The tales of Alice started when he befriended the new dean of Christ Church, Henry Liddell, and his family. Liddell had several children, one of whom was Alice. Dodgson went on many outings with the family and entertained the children by drawing pictures and telling stories, including the beginnings of his Alice’s Adventures in Wonderland.
Even as he taught math at Oxford, he submitted humorous stories and poems to various publications and also wrote numerous math texts. He became a deacon in Christ Church Cathedral, enjoyed photography, the theatre, had a busy social life and began to write more seriously. Friends encouraged him to write down the Alice stories which were published in 1865. Dodgson took his pseudonym from the Latin version of his given name: Lewis was the Latin for Lutwidge and Carroll the Latin for Charles.
Dodgson’s stories had an amazing mix of creativity, fantasy, word play, satire, nonsense and dry wit which is obvious today to those of us familiar with Alice, the March Hare, wise Dodo, the Mad Hatter, White Hare, Cheshire Cat, White Rabbit, King & Queen of Hearts, etc. As Alice herself would say: It was “curiouser and curiouser.”
There is much depth to the Alice stories and layers to uncover as one rereads the books. As the Duchess says to Alice, “Tut, tut, child. Everything’s got a moral, if only you can find it.” There is some good advice to follow as the Kings tells Alice, “Begin at the beginning and go on till you come to the end: then stop.” I especially relate to Alice’s comment, “Shall I never get any older than I am now?

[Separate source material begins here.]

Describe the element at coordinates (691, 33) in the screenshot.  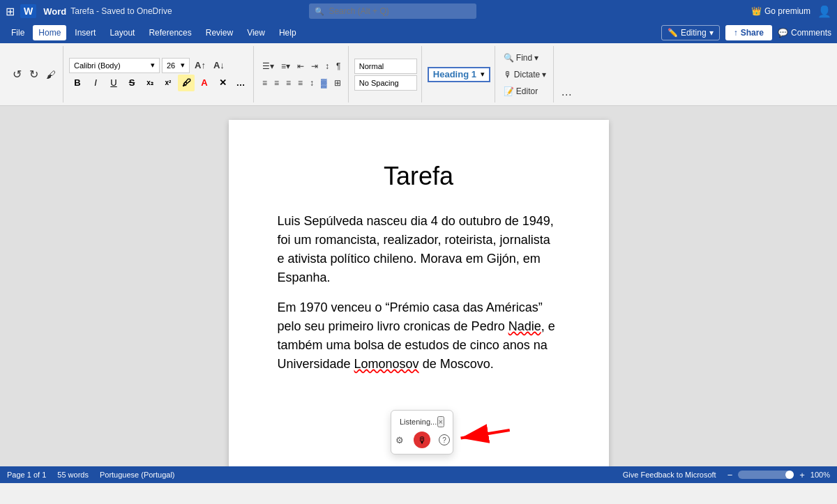
I see `editing-button: ✏️ Editing ▾` at that location.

That’ll be a comfort, one way—never to be an old woman—but then—always to have lessons to learn.” And my favorite, “It would be nice if something made sense for a change.”

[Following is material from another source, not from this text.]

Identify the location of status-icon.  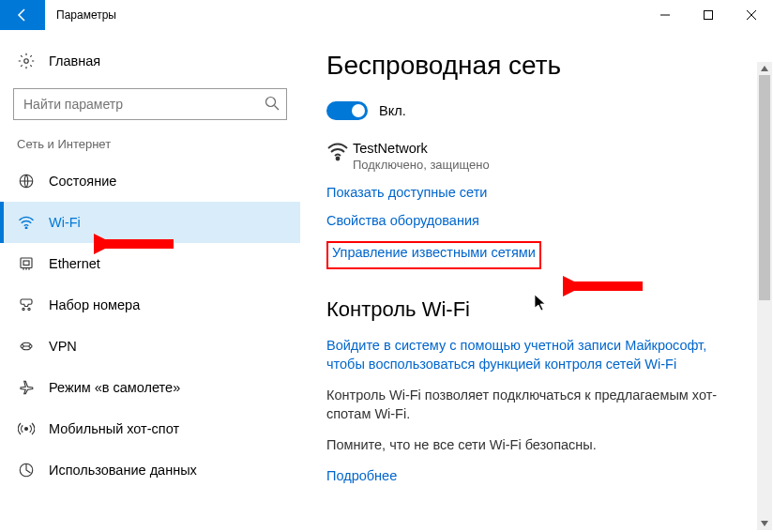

For those who would like to take a step back in time, it is possible to visit Alice’s Shop in Oxford, England. It is opposite Christ Church on St. Aldate’s Street. It was formerly frequented in Victorian times by Alice Liddell, the inspiration for Alice’s Adventures in Wonderland and Through the Looking Glass. She used to buy sweets there when she lived at Christ Church with her father and was befriended by Charles Dodgson.
Throughout the years, Wade has made a number of Alice figurines, including the 1999 and 2010 Club Membership sets. Others are the Guinness promotional figures Tweedledee and Tweedledum and the Mad Hatter in 1968, and the Mabel Lucie Atwell Alice and Mad Hatter recently commissioned by C&S Collectables.
A few of the other Alice in Wonderland pieces are the small Toby mugs like the White Rabbit from Staffordshire Pottery, the King and Queen of Hearts from Beswick, the Cheshire Cat which is one of many figures sold at Disney outlets, and the ceramic souvenir from Oxford’s Alice’s Shop.
Wade continues to make figurines that appeal to children of all ages. I, for one, hope they continue to do so for years to come so we can all be “forever young.”